From a Facebook post by Janis Friedlander Svendsen, afficanced to director Glenn Weiss:
This is my fiancé and I could not be prouder of this man than I am at this historic moment in time. He has been on endless Zoom calls for months working on production aspects and directing the Democratic National Convention. Throughout these past few months, the pandemic has had the production team pivoting on a daily basis. First Glenn was going to Milwaukee, then Delaware and in the end and since there were so many LIVE remotes anyway, he had an entire control room set up in the house.
I have had the privilege to watch Glenn (from our Family Room) plan out and bring in all the technology to direct 58 cameras from around the country, deal with dozens of speakers and talent, and hundreds of folks on the production team. Watching the process of Glenn and his partner, Ricky Kirshner work with the leadership of the DNC and Biden campaign to make this all happen has been astonishing. The level of detail has been extraordinary. We even have a generator in our backyard as the heatwave has caused blackouts in our area.
I have played the role of Craft Services, “Truck PA”, and more. Glenn at the helm is steady, creative, calm, funny, polite, and decisive. I know I am biased, but Glenn’s talent and experience were exactly what this unconventional convention needed. As a proud Democrat and American citizen (and loving partner), I am so grateful we had Glenn’s leadership and instincts helping to make this coming together of our party so successful and meaningful… — with Glenn Weiss in Brentwood
My take: I love seeing what’s going on behind the screen.
See also: Shot on iPhone: The raucous fringes of RNC 2016 (video)
I would guess this director would have a VERY robust internet connection installed at his home (200 mbs to probably full gigabit speeds) plus computer and switching systems to manage and direct the camera feeds he is receiving. He may even have multiple phone and VOIP or wireless phone lines to facilitate communications or as backup.
As for whether he should be in a studio or corporate office, it really isn’t much different, plus he’d be nearly by himself, and few creature comforts plus having to put the same setup together. And who knows how good a backup power system he’d have there. Sometimes you just have to trust the people you employ to get the job done.
I’m aware that Internet signals generally go over a different set of cables than power. That means that there are two independent failure points either of which would be sufficient for an outage. Btw, a tree branch falling on an internet cable takes it out regardless of how robust the signal is. The internet signal can also fail if the power goes out to the router that connects the neighborhood cabling to the backbone.
All I’m saying is that the distribution network, both power and internet, is much more robust at a commercial facility than at a residential location.
As is the person, usage of the MBAir, and mad skills all around.
Not seeing the rest of the room, I’m assuming there is heavy use of cloud computing for the streams? Not knowledgeable at all in this field.
I concur. I’d only add, thank you Apple!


WORK INSTRUCTION: Collect each line of the entries that holds the string "Money".

(Source data)
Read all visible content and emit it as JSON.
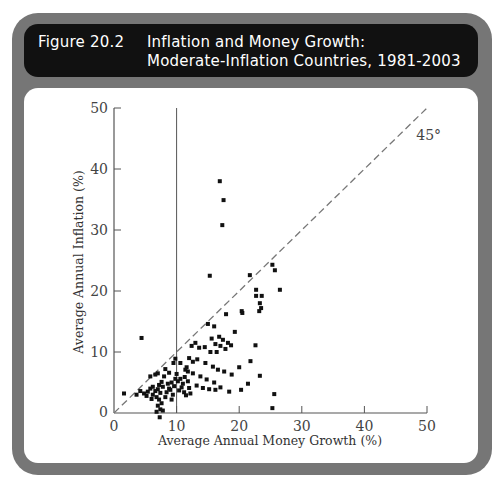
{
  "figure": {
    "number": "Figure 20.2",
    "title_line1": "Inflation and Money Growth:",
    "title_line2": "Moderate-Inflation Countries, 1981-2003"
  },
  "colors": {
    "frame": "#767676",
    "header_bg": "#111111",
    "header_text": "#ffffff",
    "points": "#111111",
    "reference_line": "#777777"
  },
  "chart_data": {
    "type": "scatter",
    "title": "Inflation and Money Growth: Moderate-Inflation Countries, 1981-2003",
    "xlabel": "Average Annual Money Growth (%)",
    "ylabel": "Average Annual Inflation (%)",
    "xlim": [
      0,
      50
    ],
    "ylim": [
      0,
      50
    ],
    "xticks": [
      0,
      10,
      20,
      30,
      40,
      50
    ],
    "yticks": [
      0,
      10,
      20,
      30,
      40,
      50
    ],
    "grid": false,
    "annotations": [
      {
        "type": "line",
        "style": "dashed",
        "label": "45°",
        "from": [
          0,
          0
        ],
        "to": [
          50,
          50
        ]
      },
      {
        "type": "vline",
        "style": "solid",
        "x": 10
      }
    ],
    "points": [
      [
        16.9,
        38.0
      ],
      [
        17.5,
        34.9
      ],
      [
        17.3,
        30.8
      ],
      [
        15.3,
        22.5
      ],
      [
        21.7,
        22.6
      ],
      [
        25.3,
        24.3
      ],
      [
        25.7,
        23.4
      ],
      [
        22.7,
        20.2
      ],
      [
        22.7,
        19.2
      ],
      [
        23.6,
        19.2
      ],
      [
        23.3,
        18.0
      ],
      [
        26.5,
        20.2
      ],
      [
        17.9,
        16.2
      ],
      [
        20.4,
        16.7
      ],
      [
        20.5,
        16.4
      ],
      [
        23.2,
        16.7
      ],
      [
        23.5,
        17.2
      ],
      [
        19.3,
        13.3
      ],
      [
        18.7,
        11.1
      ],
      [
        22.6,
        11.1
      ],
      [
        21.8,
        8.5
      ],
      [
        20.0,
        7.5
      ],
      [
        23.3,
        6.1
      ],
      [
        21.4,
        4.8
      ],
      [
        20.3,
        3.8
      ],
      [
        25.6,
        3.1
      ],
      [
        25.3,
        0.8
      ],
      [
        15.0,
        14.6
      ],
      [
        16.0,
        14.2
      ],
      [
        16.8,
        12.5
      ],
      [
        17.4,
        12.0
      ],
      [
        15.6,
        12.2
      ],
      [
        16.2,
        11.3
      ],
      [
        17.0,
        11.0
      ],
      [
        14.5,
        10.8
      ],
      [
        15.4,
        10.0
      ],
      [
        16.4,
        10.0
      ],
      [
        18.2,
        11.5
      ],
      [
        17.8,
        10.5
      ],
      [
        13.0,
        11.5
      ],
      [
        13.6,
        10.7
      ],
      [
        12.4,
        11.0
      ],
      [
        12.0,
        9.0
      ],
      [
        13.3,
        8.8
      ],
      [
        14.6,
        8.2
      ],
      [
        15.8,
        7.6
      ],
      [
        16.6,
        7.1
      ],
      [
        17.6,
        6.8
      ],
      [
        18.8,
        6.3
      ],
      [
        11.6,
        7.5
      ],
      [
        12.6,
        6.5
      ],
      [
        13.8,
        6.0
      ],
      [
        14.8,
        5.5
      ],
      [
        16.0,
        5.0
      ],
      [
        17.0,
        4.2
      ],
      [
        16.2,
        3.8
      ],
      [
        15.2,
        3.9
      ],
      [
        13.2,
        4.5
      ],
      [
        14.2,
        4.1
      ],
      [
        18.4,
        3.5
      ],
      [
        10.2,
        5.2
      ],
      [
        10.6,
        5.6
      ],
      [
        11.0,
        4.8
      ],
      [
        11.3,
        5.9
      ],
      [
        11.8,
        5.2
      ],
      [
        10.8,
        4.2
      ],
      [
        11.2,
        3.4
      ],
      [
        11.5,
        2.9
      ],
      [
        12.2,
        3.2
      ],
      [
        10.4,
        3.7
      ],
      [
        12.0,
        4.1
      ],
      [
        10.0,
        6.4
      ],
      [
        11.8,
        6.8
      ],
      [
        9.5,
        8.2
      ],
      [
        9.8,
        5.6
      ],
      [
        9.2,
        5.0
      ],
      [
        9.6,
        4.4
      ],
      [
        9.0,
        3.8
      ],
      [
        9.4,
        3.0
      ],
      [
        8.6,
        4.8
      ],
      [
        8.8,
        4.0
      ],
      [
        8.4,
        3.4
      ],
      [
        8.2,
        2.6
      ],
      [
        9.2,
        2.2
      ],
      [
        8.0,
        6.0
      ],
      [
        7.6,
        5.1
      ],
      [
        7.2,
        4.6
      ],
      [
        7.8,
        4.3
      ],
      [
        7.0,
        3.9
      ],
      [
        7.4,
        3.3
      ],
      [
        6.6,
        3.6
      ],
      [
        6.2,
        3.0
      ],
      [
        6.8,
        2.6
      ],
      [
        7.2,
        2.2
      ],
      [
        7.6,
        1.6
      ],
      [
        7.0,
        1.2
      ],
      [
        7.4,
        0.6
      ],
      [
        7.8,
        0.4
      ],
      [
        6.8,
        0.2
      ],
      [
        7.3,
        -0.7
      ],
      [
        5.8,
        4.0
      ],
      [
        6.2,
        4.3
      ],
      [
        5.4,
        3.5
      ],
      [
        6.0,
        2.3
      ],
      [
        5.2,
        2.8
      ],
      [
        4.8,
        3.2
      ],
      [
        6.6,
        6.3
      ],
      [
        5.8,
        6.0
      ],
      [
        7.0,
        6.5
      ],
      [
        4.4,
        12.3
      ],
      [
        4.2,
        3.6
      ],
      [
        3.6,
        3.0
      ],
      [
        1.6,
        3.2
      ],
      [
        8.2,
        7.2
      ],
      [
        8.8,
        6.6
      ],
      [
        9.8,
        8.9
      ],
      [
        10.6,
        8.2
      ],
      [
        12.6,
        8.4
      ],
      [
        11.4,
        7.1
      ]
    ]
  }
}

* * *

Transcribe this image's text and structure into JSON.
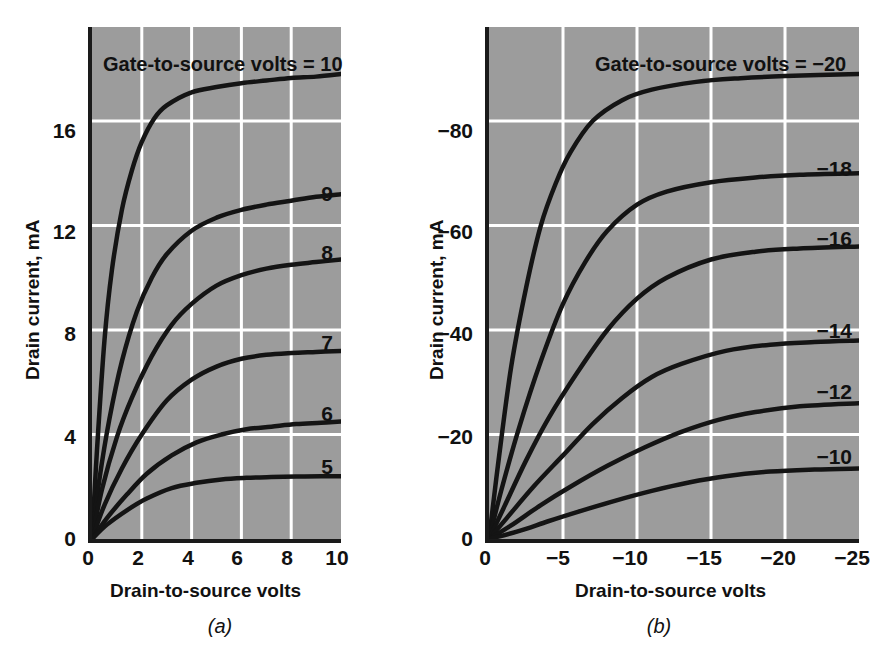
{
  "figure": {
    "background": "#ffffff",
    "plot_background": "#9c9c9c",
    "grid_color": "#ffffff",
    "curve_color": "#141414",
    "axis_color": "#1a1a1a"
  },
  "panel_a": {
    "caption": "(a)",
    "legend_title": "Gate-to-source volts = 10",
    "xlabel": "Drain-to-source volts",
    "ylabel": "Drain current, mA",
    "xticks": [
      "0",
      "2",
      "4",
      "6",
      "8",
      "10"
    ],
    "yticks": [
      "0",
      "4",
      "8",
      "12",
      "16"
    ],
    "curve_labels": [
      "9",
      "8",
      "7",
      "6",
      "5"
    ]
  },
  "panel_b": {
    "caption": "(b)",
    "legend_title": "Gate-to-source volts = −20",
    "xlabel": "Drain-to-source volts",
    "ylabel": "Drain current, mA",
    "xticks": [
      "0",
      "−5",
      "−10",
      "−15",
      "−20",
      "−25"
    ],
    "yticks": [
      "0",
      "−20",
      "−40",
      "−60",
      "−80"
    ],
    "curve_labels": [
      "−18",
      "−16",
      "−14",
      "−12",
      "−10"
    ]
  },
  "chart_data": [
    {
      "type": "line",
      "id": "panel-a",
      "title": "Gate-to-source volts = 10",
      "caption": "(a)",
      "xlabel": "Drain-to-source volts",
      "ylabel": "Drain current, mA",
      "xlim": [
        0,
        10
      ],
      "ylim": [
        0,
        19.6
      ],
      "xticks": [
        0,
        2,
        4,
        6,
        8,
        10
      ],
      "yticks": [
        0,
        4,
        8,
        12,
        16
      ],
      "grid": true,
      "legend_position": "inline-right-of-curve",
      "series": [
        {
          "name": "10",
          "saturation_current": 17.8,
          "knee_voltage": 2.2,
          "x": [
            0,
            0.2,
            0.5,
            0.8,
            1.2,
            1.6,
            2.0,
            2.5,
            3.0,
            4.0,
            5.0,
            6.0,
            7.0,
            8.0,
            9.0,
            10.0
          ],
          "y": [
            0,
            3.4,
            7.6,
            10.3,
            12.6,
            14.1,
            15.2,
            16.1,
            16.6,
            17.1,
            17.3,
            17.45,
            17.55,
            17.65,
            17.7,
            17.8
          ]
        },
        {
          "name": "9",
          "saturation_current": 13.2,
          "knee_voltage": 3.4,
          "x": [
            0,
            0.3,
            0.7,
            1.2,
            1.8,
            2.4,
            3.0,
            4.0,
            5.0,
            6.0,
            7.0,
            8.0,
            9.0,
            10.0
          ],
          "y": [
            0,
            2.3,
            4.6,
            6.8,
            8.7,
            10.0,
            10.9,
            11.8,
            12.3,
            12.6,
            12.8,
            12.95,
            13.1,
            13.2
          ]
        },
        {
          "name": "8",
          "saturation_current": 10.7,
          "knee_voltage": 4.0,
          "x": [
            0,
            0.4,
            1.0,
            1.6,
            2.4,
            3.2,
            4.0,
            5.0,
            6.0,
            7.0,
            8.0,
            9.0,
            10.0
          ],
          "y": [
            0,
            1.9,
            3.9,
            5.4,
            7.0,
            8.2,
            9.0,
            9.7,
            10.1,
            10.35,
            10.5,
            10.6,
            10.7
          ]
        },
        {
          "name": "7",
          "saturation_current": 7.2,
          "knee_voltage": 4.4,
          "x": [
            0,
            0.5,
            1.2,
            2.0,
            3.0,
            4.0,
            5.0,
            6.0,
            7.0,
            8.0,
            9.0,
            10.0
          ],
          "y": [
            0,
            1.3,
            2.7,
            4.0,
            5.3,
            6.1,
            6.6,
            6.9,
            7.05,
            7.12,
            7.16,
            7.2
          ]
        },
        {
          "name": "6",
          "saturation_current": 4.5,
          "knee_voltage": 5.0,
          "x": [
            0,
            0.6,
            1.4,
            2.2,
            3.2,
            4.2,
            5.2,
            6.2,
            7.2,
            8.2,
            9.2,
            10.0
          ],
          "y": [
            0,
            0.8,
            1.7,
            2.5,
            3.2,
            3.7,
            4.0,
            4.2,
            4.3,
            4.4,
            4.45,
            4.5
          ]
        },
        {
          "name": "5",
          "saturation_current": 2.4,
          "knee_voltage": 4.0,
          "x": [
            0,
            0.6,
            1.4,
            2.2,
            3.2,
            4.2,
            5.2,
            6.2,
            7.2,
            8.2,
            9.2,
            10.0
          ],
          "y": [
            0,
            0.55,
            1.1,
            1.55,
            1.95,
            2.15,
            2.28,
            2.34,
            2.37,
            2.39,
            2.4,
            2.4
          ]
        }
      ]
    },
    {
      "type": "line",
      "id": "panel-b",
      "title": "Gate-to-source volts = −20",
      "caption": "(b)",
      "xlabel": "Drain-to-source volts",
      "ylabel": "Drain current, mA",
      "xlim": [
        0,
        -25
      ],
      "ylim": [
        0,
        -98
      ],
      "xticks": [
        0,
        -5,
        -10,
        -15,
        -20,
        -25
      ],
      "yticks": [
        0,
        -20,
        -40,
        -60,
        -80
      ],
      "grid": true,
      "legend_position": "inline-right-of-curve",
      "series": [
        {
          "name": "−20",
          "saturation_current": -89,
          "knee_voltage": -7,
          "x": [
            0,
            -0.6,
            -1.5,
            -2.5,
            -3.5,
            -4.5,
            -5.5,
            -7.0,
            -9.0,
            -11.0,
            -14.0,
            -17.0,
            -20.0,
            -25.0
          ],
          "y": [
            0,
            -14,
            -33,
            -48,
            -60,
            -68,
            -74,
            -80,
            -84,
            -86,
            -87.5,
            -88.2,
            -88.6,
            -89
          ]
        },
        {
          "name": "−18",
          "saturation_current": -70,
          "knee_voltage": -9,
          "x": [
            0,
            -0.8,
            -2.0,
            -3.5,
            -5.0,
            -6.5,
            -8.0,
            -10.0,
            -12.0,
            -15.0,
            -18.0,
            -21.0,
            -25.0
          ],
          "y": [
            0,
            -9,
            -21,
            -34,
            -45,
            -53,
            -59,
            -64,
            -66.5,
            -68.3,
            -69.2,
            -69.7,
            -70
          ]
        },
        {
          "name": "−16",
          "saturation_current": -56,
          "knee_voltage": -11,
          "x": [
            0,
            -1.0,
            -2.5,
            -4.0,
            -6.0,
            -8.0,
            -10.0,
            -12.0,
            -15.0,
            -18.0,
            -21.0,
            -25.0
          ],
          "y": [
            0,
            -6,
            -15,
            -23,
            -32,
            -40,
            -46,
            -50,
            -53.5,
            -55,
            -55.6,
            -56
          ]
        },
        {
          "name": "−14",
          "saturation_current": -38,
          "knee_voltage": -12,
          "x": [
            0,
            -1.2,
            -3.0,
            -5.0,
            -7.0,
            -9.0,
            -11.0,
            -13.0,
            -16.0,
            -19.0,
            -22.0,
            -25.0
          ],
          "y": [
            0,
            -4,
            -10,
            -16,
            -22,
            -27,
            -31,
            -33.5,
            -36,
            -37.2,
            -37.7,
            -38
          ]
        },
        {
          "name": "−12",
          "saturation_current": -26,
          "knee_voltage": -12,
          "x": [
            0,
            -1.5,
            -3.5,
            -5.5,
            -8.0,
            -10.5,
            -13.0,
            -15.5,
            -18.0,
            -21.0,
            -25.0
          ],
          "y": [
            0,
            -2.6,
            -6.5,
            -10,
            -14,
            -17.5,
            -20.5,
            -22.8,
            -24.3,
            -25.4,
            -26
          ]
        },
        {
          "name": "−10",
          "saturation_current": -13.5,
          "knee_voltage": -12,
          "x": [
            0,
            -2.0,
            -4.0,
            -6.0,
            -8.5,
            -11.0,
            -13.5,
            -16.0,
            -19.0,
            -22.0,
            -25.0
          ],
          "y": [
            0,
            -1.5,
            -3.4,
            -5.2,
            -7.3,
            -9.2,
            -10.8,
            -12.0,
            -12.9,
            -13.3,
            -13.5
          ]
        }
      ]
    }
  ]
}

==

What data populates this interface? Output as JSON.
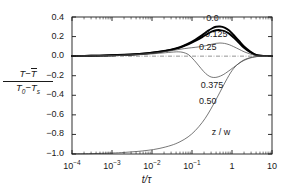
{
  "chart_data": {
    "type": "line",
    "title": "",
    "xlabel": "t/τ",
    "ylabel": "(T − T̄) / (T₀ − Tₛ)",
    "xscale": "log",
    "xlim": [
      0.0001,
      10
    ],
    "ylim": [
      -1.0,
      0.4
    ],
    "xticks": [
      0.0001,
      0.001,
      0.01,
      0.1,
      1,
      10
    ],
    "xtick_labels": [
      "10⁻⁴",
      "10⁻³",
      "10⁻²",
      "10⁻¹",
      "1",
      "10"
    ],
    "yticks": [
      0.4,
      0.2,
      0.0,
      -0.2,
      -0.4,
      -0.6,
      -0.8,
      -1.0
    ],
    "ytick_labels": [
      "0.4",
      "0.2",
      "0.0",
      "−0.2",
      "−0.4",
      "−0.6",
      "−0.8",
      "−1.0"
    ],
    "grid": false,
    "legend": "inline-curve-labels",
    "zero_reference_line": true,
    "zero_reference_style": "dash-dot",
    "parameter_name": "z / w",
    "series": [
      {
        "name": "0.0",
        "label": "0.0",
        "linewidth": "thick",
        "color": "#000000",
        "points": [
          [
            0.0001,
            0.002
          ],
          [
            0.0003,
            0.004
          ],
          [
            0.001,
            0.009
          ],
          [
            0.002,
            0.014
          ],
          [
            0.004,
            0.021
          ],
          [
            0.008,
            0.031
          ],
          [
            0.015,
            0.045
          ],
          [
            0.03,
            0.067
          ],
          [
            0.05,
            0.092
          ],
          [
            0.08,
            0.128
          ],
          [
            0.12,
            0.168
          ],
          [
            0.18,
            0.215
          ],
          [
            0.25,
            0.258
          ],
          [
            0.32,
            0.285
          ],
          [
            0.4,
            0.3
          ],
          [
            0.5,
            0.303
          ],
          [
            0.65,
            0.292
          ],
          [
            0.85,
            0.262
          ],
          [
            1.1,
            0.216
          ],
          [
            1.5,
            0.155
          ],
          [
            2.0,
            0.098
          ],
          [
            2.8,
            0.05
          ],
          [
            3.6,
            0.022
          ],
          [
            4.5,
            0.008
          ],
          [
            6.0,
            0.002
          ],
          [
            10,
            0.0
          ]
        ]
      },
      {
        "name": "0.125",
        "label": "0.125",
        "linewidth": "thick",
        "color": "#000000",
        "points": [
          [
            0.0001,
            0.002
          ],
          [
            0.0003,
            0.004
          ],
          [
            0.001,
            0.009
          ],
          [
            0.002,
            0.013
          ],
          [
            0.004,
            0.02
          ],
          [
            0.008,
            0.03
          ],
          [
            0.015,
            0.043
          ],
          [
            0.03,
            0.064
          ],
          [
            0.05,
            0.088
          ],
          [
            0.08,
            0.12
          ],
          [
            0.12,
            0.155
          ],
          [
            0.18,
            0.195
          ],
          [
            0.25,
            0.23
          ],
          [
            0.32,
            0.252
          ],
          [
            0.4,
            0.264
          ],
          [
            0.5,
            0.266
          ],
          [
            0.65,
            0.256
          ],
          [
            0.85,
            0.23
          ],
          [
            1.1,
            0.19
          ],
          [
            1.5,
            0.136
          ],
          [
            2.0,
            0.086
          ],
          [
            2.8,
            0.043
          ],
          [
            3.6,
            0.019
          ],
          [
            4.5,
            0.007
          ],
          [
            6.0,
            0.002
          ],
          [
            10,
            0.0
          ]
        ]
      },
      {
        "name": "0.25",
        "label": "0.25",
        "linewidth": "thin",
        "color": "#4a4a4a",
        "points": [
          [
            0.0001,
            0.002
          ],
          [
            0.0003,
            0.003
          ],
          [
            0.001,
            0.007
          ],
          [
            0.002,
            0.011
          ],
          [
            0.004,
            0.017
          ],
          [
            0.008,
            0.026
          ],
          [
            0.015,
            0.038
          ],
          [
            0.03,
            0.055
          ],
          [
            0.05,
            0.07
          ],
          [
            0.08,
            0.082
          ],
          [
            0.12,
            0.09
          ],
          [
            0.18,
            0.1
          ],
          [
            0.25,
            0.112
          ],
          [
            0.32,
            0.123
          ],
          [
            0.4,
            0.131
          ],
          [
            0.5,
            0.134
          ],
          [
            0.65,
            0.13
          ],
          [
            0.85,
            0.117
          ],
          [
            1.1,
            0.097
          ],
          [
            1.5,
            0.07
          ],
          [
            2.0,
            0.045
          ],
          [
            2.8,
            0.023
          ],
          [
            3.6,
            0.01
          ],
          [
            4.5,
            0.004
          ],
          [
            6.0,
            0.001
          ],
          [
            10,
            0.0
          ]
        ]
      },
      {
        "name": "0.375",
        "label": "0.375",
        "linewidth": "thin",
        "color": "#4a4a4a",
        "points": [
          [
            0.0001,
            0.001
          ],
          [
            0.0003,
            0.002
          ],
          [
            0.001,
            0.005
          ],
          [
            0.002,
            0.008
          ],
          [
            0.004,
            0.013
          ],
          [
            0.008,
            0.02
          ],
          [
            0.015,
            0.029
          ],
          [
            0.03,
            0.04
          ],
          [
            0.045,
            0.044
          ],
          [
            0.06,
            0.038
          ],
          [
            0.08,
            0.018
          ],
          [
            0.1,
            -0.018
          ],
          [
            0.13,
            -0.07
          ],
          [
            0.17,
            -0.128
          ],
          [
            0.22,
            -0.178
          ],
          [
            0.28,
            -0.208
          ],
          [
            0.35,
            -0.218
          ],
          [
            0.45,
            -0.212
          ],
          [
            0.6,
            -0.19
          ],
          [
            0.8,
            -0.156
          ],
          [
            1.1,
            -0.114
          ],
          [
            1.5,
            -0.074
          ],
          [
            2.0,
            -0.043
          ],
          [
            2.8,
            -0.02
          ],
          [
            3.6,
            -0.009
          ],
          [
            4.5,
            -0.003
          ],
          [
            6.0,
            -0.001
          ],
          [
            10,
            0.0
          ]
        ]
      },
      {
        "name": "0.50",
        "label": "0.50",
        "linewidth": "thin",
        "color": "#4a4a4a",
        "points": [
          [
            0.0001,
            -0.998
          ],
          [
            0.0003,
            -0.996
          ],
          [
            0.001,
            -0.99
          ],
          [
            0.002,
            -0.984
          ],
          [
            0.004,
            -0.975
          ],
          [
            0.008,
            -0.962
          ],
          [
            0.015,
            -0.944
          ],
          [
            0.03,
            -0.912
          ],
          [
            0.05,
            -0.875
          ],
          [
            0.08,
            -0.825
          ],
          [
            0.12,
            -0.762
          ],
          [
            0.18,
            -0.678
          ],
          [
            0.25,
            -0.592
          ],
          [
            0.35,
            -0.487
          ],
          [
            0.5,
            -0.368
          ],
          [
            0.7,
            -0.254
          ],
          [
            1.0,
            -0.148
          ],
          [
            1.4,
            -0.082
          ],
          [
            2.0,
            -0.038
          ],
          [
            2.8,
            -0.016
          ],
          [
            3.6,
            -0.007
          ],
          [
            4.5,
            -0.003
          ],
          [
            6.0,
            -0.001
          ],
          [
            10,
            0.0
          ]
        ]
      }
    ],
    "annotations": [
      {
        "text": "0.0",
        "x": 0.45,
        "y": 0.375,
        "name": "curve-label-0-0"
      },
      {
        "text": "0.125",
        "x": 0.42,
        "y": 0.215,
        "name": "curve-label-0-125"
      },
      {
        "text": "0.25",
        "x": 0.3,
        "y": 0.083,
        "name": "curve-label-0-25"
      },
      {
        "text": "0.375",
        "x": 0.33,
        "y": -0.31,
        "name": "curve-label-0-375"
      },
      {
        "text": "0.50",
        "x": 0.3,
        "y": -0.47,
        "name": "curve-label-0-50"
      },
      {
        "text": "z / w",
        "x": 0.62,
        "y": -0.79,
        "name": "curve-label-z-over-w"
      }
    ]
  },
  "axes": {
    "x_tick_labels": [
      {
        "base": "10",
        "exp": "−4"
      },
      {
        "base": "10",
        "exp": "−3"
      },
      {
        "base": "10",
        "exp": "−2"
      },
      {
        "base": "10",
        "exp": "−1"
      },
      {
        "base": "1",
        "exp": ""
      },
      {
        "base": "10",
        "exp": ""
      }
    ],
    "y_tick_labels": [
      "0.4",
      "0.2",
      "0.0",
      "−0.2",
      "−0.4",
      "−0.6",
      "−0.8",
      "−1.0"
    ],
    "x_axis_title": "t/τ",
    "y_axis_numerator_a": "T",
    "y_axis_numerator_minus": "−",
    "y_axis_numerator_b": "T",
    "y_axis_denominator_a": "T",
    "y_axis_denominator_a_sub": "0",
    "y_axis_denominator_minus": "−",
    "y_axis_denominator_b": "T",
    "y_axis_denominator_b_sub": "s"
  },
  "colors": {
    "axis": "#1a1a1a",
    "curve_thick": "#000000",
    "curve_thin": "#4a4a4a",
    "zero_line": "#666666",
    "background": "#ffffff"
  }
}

RESULT OF THIS TASK:
    "title_line1": "Inflation and Money Growth:",
    "title": "Inflation and Money Growth: Moderate-Inflation Countries, 1981-2003",
    "xlabel": "Average Annual Money Growth (%)",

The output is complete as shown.